Huckabee questions tenet of Romney's Mormon faith

Washington, USA - Republican presidential candidate Mike Huckabee said he considers his rival Mitt Romney's Mormon faith a religion, not a cult, but questioned whether Mormons believe "Jesus and the devil are brothers."

Huckabee raised the question on his own in an interview to appear in The New York Times magazine on Sunday, and ignited a new flap in the up-for-grabs race to be the Republican Party's nominee in the November 2008 presidential election.

Huckabee was asked if he considered Mormonism a cult or a religion. "I think it's a religion," he said in the interview, published on the newspaper's Web site on Wednesday. "I really don't know much about it."

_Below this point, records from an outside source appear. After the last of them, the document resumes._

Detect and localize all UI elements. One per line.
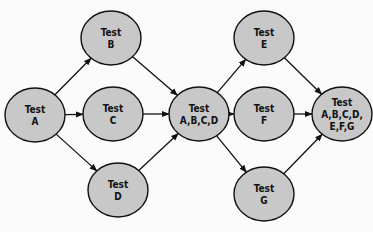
node-label-line: E,F,G (330, 121, 355, 132)
node-label-line: Test (101, 27, 122, 38)
edge-b-to-abcd (133, 57, 178, 96)
node-test-d: TestD (88, 163, 148, 217)
edge-a-to-d (56, 134, 97, 171)
node-test-abcd: TestA,B,C,D (169, 87, 229, 141)
test-dependency-diagram: TestATestBTestCTestDTestA,B,C,DTestETest… (0, 0, 373, 232)
node-label-line: F (261, 115, 267, 126)
node-label-line: Test (332, 97, 353, 108)
node-label-line: E (261, 39, 267, 50)
node-test-e: TestE (234, 11, 294, 65)
node-test-a: TestA (5, 88, 65, 142)
edge-e-to-all (284, 58, 321, 94)
edge-d-to-abcd (139, 133, 178, 170)
node-label-line: B (108, 39, 115, 50)
node-label-line: Test (254, 183, 275, 194)
node-test-all: TestA,B,C,D,E,F,G (312, 87, 372, 141)
node-label-line: D (114, 191, 121, 202)
edge-a-to-b (55, 58, 91, 95)
node-test-f: TestF (234, 87, 294, 141)
node-label-line: Test (189, 103, 210, 114)
node-test-c: TestC (83, 87, 143, 141)
node-label-line: Test (108, 179, 129, 190)
node-test-g: TestG (234, 167, 294, 221)
node-label-line: G (260, 195, 267, 206)
node-label-line: A,B,C,D, (321, 109, 363, 120)
node-label-line: A (32, 116, 39, 127)
node-label-line: A,B,C,D (180, 115, 218, 126)
node-label-line: Test (254, 103, 275, 114)
diagram-canvas: TestATestBTestCTestDTestA,B,C,DTestETest… (0, 0, 373, 232)
node-test-b: TestB (81, 11, 141, 65)
edge-abcd-to-g (217, 136, 247, 172)
node-label-line: Test (103, 103, 124, 114)
node-label-line: Test (254, 27, 275, 38)
edge-g-to-all (284, 134, 322, 173)
node-label-line: C (110, 115, 117, 126)
node-label-line: Test (25, 104, 46, 115)
edge-abcd-to-e (217, 59, 245, 92)
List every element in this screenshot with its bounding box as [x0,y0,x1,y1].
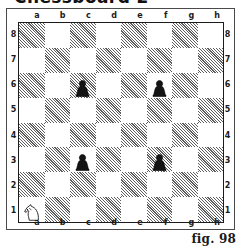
square-d5[interactable] [96,98,122,123]
figure-caption: fig. 98 [191,232,236,246]
square-d6[interactable] [96,73,122,98]
square-h6[interactable] [198,73,224,98]
square-e8[interactable] [121,23,147,48]
file-labels-bottom: a b c d e f g h [24,217,230,229]
square-b8[interactable] [45,23,71,48]
file-label-c-bottom: c [76,217,102,229]
file-label-h-bottom: h [204,217,230,229]
square-b7[interactable] [45,48,71,73]
square-h4[interactable] [198,123,224,148]
file-label-d-bottom: d [101,217,127,229]
file-label-h-top: h [204,10,230,22]
file-label-a-bottom: a [24,217,50,229]
square-c6[interactable] [70,73,96,98]
square-a6[interactable] [19,73,45,98]
square-c7[interactable] [70,48,96,73]
file-label-f-bottom: f [153,217,179,229]
square-a3[interactable] [19,147,45,172]
square-d7[interactable] [96,48,122,73]
square-d4[interactable] [96,123,122,148]
page-heading-text: Chessboard 2 [14,0,149,7]
square-f2[interactable] [147,172,173,197]
square-e4[interactable] [121,123,147,148]
file-labels-top: a b c d e f g h [24,10,230,22]
square-h3[interactable] [198,147,224,172]
square-f8[interactable] [147,23,173,48]
square-c8[interactable] [70,23,96,48]
square-b4[interactable] [45,123,71,148]
square-a5[interactable] [19,98,45,123]
file-label-f-top: f [153,10,179,22]
square-b2[interactable] [45,172,71,197]
square-a8[interactable] [19,23,45,48]
black-pawn-icon[interactable] [70,147,96,172]
square-b6[interactable] [45,73,71,98]
square-e3[interactable] [121,147,147,172]
file-label-c-top: c [76,10,102,22]
file-label-b-bottom: b [50,217,76,229]
square-h7[interactable] [198,48,224,73]
square-a4[interactable] [19,123,45,148]
square-h2[interactable] [198,172,224,197]
square-e6[interactable] [121,73,147,98]
black-pawn-icon[interactable] [147,147,173,172]
square-e7[interactable] [121,48,147,73]
square-g3[interactable] [172,147,198,172]
file-label-e-top: e [127,10,153,22]
square-c3[interactable] [70,147,96,172]
square-c5[interactable] [70,98,96,123]
square-b3[interactable] [45,147,71,172]
file-label-a-top: a [24,10,50,22]
chessboard[interactable] [18,22,224,223]
square-d2[interactable] [96,172,122,197]
file-label-e-bottom: e [127,217,153,229]
file-label-b-top: b [50,10,76,22]
square-g8[interactable] [172,23,198,48]
square-d3[interactable] [96,147,122,172]
square-h8[interactable] [198,23,224,48]
square-a7[interactable] [19,48,45,73]
square-g7[interactable] [172,48,198,73]
page-heading-clipped: Chessboard 2 [0,0,242,7]
black-pawn-icon[interactable] [70,73,96,98]
square-f3[interactable] [147,147,173,172]
square-g2[interactable] [172,172,198,197]
square-g6[interactable] [172,73,198,98]
black-pawn-icon[interactable] [147,73,173,98]
square-e5[interactable] [121,98,147,123]
file-label-g-bottom: g [179,217,205,229]
square-f4[interactable] [147,123,173,148]
square-f7[interactable] [147,48,173,73]
square-e2[interactable] [121,172,147,197]
square-g5[interactable] [172,98,198,123]
square-c4[interactable] [70,123,96,148]
square-c2[interactable] [70,172,96,197]
square-b5[interactable] [45,98,71,123]
square-g4[interactable] [172,123,198,148]
square-h5[interactable] [198,98,224,123]
square-f5[interactable] [147,98,173,123]
chess-diagram-frame: a b c d e f g h 8 7 6 5 4 3 2 1 8 7 6 5 … [6,8,235,230]
file-label-g-top: g [179,10,205,22]
square-d8[interactable] [96,23,122,48]
square-a2[interactable] [19,172,45,197]
file-label-d-top: d [101,10,127,22]
square-f6[interactable] [147,73,173,98]
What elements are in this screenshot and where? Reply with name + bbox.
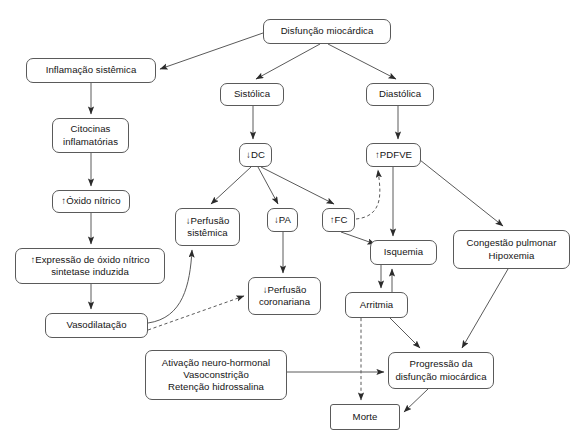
node-arritmia[interactable]: Arritmia [345,292,408,318]
node-inflamacao[interactable]: Inflamação sistêmica [26,58,156,83]
node-label-vasodilatacao: Vasodilatação [66,319,126,331]
node-ativacao[interactable]: Ativação neuro-hormonal Vasoconstrição R… [145,350,287,400]
edge-arritmia-to-progressao [390,318,420,348]
node-pdfve[interactable]: ↑PDFVE [366,143,421,167]
node-label-pa: ↓PA [274,214,291,226]
node-sistolica[interactable]: Sistólica [220,83,284,106]
node-pa[interactable]: ↓PA [267,208,298,232]
node-oxido[interactable]: ↑Óxido nítrico [52,190,130,213]
edge-fc-to-pdfve [356,170,380,219]
node-label-progressao: Progressão da disfunção miocárdica [395,358,486,382]
node-label-perf_coron: ↓Perfusão coronariana [259,284,310,308]
node-vasodilatacao[interactable]: Vasodilatação [45,313,148,338]
node-perf_coron[interactable]: ↓Perfusão coronariana [248,277,321,315]
flowchart-canvas: Disfunção miocárdicaInflamação sistêmica… [0,0,579,445]
node-isquemia[interactable]: Isquemia [370,240,437,265]
node-progressao[interactable]: Progressão da disfunção miocárdica [388,352,494,389]
node-label-pdfve: ↑PDFVE [375,149,412,161]
node-diastolica[interactable]: Diastólica [366,83,434,106]
node-label-oxido: ↑Óxido nítrico [61,195,120,207]
node-label-morte: Morte [353,411,378,423]
node-fc[interactable]: ↑FC [322,208,355,232]
edge-congestao-to-progressao [462,269,508,348]
node-perf_sist[interactable]: ↓Perfusão sistêmica [175,208,240,246]
node-label-diastolica: Diastólica [379,88,421,100]
node-label-isquemia: Isquemia [384,246,423,258]
node-disfuncao[interactable]: Disfunção miocárdica [263,19,391,44]
node-citocinas[interactable]: Citocinas inflamatórias [52,118,129,153]
node-label-inflamacao: Inflamação sistêmica [46,64,137,76]
node-expressao[interactable]: ↑Expressão de óxido nítrico sintetase in… [15,248,165,284]
edge-dc-to-perf_sist [211,167,251,204]
edge-pdfve-to-congestao [420,160,503,226]
node-label-congestao: Congestão pulmonar Hipoxemia [467,237,557,261]
node-congestao[interactable]: Congestão pulmonar Hipoxemia [453,230,570,269]
edge-disfuncao-to-inflamacao [160,33,263,69]
node-label-fc: ↑FC [330,214,348,226]
edge-fc-to-isquemia [341,232,375,244]
edge-progressao-to-morte [404,389,428,412]
edge-disfuncao-to-diastolica [328,44,396,79]
node-label-sistolica: Sistólica [234,88,270,100]
node-label-dc: ↓DC [246,149,265,161]
edge-dc-to-fc [261,167,334,204]
node-label-disfuncao: Disfunção miocárdica [281,25,374,37]
node-label-citocinas: Citocinas inflamatórias [63,123,118,147]
node-dc[interactable]: ↓DC [239,143,272,167]
edge-disfuncao-to-sistolica [256,44,320,79]
node-label-expressao: ↑Expressão de óxido nítrico sintetase in… [30,254,149,278]
edge-vasodilatacao-to-perf_coron [148,296,244,330]
node-label-arritmia: Arritmia [360,299,393,311]
node-morte[interactable]: Morte [330,404,400,430]
edge-dc-to-pa [258,167,278,204]
node-label-perf_sist: ↓Perfusão sistêmica [186,215,230,239]
node-label-ativacao: Ativação neuro-hormonal Vasoconstrição R… [162,357,270,394]
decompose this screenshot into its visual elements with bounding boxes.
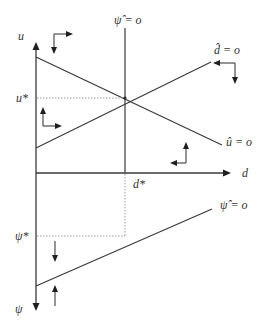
psi-star-label: ψ* [15, 229, 28, 243]
arrow-right-icon [66, 31, 73, 37]
vertical-axis [33, 42, 40, 311]
psi-hat-lower-locus [36, 209, 212, 286]
u-axis-label: u [18, 29, 24, 43]
direction-arrows-upper-right [213, 60, 238, 84]
arrow-up-icon [183, 142, 189, 149]
u-hat-label: û = o [226, 135, 252, 149]
phase-diagram: u ψ d u* d* ψ* ψ̂ = o d̂ = o û = o ψ̂ = … [0, 0, 264, 327]
d-hat-label: d̂ = o [214, 43, 240, 57]
direction-arrows-right-middle [170, 142, 189, 166]
direction-arrows-upper-left [51, 31, 73, 54]
u-star-label: u* [16, 91, 28, 105]
horizontal-axis [36, 170, 231, 177]
arrow-left-icon [170, 160, 177, 166]
psi-hat-vertical-label: ψ̂ = o [114, 13, 142, 27]
arrow-down-icon [52, 255, 58, 262]
direction-arrows-left-middle [40, 107, 62, 129]
arrow-up-icon [40, 107, 46, 114]
equilibrium-point [123, 96, 126, 99]
arrow-down-icon [51, 47, 57, 54]
axis-arrow-down-icon [33, 303, 40, 311]
axis-arrow-up-icon [33, 42, 40, 50]
arrow-right-icon [55, 123, 62, 129]
axis-arrow-right-icon [223, 170, 231, 177]
psi-axis-label: ψ [15, 302, 23, 316]
psi-hat-lower-label: ψ̂ = o [220, 198, 248, 212]
d-axis-label: d [242, 166, 249, 180]
direction-arrow-lower-up [52, 285, 58, 306]
arrow-up-icon [52, 285, 58, 292]
arrow-left-icon [213, 60, 220, 66]
d-hat-locus [36, 62, 211, 148]
arrow-down-icon [232, 77, 238, 84]
direction-arrow-lower-down [52, 241, 58, 262]
d-star-label: d* [133, 177, 145, 191]
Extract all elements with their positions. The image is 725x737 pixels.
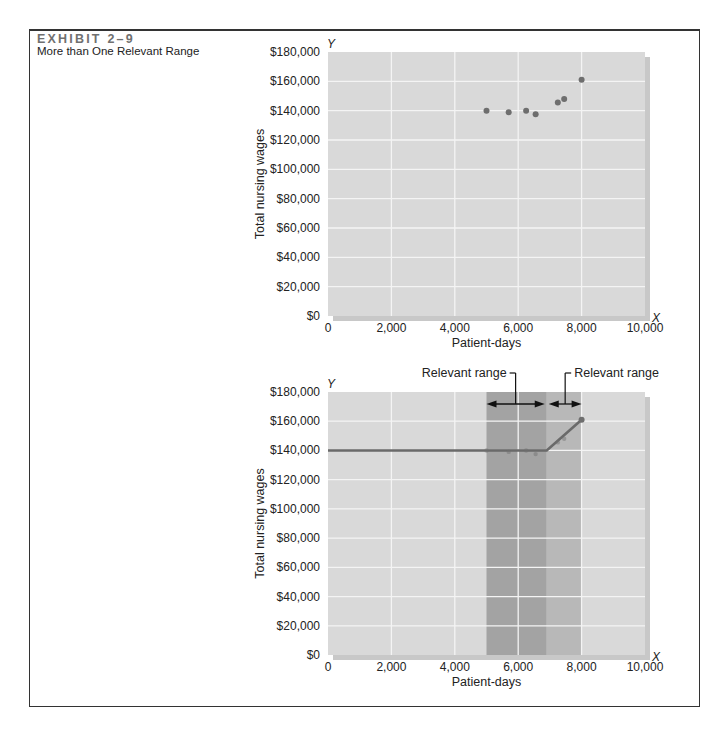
data-point bbox=[556, 440, 560, 444]
y-axis-letter: Y bbox=[327, 377, 336, 391]
data-point bbox=[555, 100, 561, 106]
data-point bbox=[533, 452, 537, 456]
y-tick-label: $20,000 bbox=[277, 619, 321, 633]
data-point bbox=[484, 108, 490, 114]
x-tick-label: 4,000 bbox=[440, 660, 470, 674]
x-tick-label: 2,000 bbox=[376, 321, 406, 335]
x-tick-label: 0 bbox=[325, 321, 332, 335]
chart-2: 02,0004,0006,0008,00010,000$0$20,000$40,… bbox=[253, 366, 664, 689]
x-axis-title: Patient-days bbox=[452, 336, 521, 350]
y-tick-label: $100,000 bbox=[270, 502, 320, 516]
x-tick-label: 0 bbox=[325, 660, 332, 674]
data-point bbox=[484, 448, 488, 452]
y-tick-label: $60,000 bbox=[277, 221, 321, 235]
y-tick-label: $120,000 bbox=[270, 473, 320, 487]
data-point bbox=[506, 450, 510, 454]
data-point bbox=[533, 111, 539, 117]
x-axis-letter: X bbox=[651, 650, 661, 664]
y-tick-label: $80,000 bbox=[277, 192, 321, 206]
y-axis-title: Total nursing wages bbox=[253, 468, 267, 578]
y-axis-letter: Y bbox=[327, 37, 336, 51]
y-tick-label: $160,000 bbox=[270, 74, 320, 88]
data-point bbox=[579, 417, 585, 423]
y-tick-label: $180,000 bbox=[270, 45, 320, 59]
y-tick-label: $180,000 bbox=[270, 385, 320, 399]
y-tick-label: $60,000 bbox=[277, 560, 321, 574]
x-axis-title: Patient-days bbox=[452, 675, 521, 689]
plot-area bbox=[328, 52, 645, 316]
x-tick-label: 6,000 bbox=[503, 321, 533, 335]
relevant-range-label-2: Relevant range bbox=[574, 366, 659, 380]
data-point bbox=[579, 77, 585, 83]
y-tick-label: $160,000 bbox=[270, 414, 320, 428]
data-point bbox=[524, 448, 528, 452]
x-axis-letter: X bbox=[651, 311, 661, 325]
relevant-range-label-1: Relevant range bbox=[422, 366, 507, 380]
y-tick-label: $140,000 bbox=[270, 443, 320, 457]
y-axis-title: Total nursing wages bbox=[253, 129, 267, 239]
charts-canvas: 02,0004,0006,0008,00010,000$0$20,000$40,… bbox=[0, 0, 725, 737]
x-tick-label: 8,000 bbox=[567, 321, 597, 335]
relevant-range-band bbox=[487, 392, 547, 655]
x-tick-label: 4,000 bbox=[440, 321, 470, 335]
x-tick-label: 2,000 bbox=[376, 660, 406, 674]
data-point bbox=[523, 108, 529, 114]
y-tick-label: $40,000 bbox=[277, 250, 321, 264]
data-point bbox=[506, 109, 512, 115]
y-tick-label: $40,000 bbox=[277, 590, 321, 604]
y-tick-label: $0 bbox=[307, 648, 321, 662]
y-tick-label: $120,000 bbox=[270, 133, 320, 147]
y-tick-label: $20,000 bbox=[277, 280, 321, 294]
x-tick-label: 6,000 bbox=[503, 660, 533, 674]
chart-1: 02,0004,0006,0008,00010,000$0$20,000$40,… bbox=[253, 37, 664, 350]
data-point bbox=[562, 437, 566, 441]
x-tick-label: 8,000 bbox=[567, 660, 597, 674]
y-tick-label: $100,000 bbox=[270, 162, 320, 176]
y-tick-label: $80,000 bbox=[277, 531, 321, 545]
y-tick-label: $0 bbox=[307, 309, 321, 323]
data-point bbox=[561, 96, 567, 102]
y-tick-label: $140,000 bbox=[270, 104, 320, 118]
relevant-range-band bbox=[547, 392, 582, 655]
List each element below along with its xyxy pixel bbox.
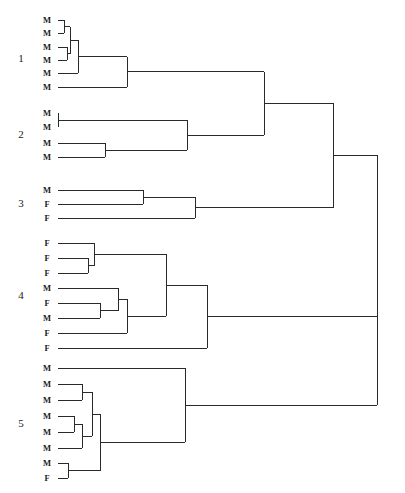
- dendrogram-plot: [0, 0, 405, 493]
- leaf-label-c5-3: M: [40, 396, 54, 405]
- leaf-label-c5-5: M: [40, 428, 54, 437]
- leaf-label-c3-1: M: [40, 186, 54, 195]
- cluster-label-1: 1: [14, 53, 28, 64]
- leaf-label-c5-1: M: [40, 364, 54, 373]
- cluster-label-3: 3: [14, 198, 28, 209]
- leaf-label-c5-4: M: [40, 412, 54, 421]
- leaf-label-c1-4: M: [40, 56, 54, 65]
- cluster-label-5: 5: [14, 418, 28, 429]
- cluster-label-2: 2: [14, 129, 28, 140]
- leaf-label-c1-6: M: [40, 83, 54, 92]
- leaf-label-c2-4: M: [40, 153, 54, 162]
- leaf-label-c4-8: F: [40, 344, 54, 353]
- leaf-label-c4-2: F: [40, 254, 54, 263]
- leaf-label-c4-5: F: [40, 299, 54, 308]
- leaf-label-c4-1: F: [40, 239, 54, 248]
- leaf-label-c4-7: F: [40, 329, 54, 338]
- leaf-label-c5-2: M: [40, 380, 54, 389]
- dendrogram-figure: 1MMMMMM2MMMM3MFF4FFFMFMFF5MMMMMMMF: [0, 0, 405, 493]
- leaf-label-c2-3: M: [40, 139, 54, 148]
- leaf-label-c5-7: M: [40, 459, 54, 468]
- leaf-label-c2-2: M: [40, 123, 54, 132]
- leaf-label-c4-6: M: [40, 314, 54, 323]
- leaf-label-c4-3: F: [40, 269, 54, 278]
- leaf-label-c4-4: M: [40, 284, 54, 293]
- leaf-label-c1-1: M: [40, 16, 54, 25]
- leaf-label-c1-3: M: [40, 43, 54, 52]
- leaf-label-c3-2: F: [40, 200, 54, 209]
- leaf-label-c5-8: F: [40, 474, 54, 483]
- leaf-label-c1-5: M: [40, 69, 54, 78]
- leaf-label-c5-6: M: [40, 444, 54, 453]
- leaf-label-c2-1: M: [40, 109, 54, 118]
- cluster-label-4: 4: [14, 290, 28, 301]
- leaf-label-c1-2: M: [40, 29, 54, 38]
- leaf-label-c3-3: F: [40, 214, 54, 223]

Then he asked: "Don't Mormons believe that Jesus and the devil are brothers?"

Huckabee, a Baptist minister and former Arkansas governor, has surged in public opinion polls and is now ahead of Romney in polls in Iowa, which holds its caucus, the first test of the U.S. state-by-state nominating season, on Jan 3.

Romney responded with a sharp attack on Huckabee's positions on issues such as immigration and taxing and spending. "I think Mike was desperately hoping we would get through this without people taking a close look at his positions and his record," he said.

After a debate in Iowa on Wednesday, Huckabee apologized for the comment, made before Romney gave a major speech last week trying to dispel fears about his church, known as The Church of Jesus Christ of Latter-day Saints, particularly among conservative Christians, a key voting bloc.

"I went to Mitt Romney and apologized to him, because I said, I would never try, ever, to try to somehow pick out some point of your faith and make it, you know, an issue," he said on CNN.

He added the comment was taken out of context during a long conversation with the Times reporter. "I asked the question, because I had heard that, and I asked it not to create something. I never thought it would make the story."

In an appearance on Fox News Channel, Romney said he accepted the apology for what he said was a "traditional smear" on the Mormon faith.

"We really shouldn't be attacking a person's religion in this nation," Romney added. "I think Americans are going to ultimately shy away from any effort to define candidates based on their faith."

Religious scholars said under Mormonism all of God's children are brothers and sisters, including Jesus and Satan, but Satan would be considered a disinherited member of God's family who was cast out of God's presence for eternity.

"Spiritually, all God's children are brothers and sisters, so Huckabee would also be the brother of Satan," said Francis Beckwith, who teaches a course on politics and religion at Baylor University in Waco, Texas.

"The way it was expressed by Huckabee is a crude way of putting something that is more complicated than that," he said. "It would be like saying under Catholicism they eat Jesus' flesh. It's a sensationalist way of presenting it."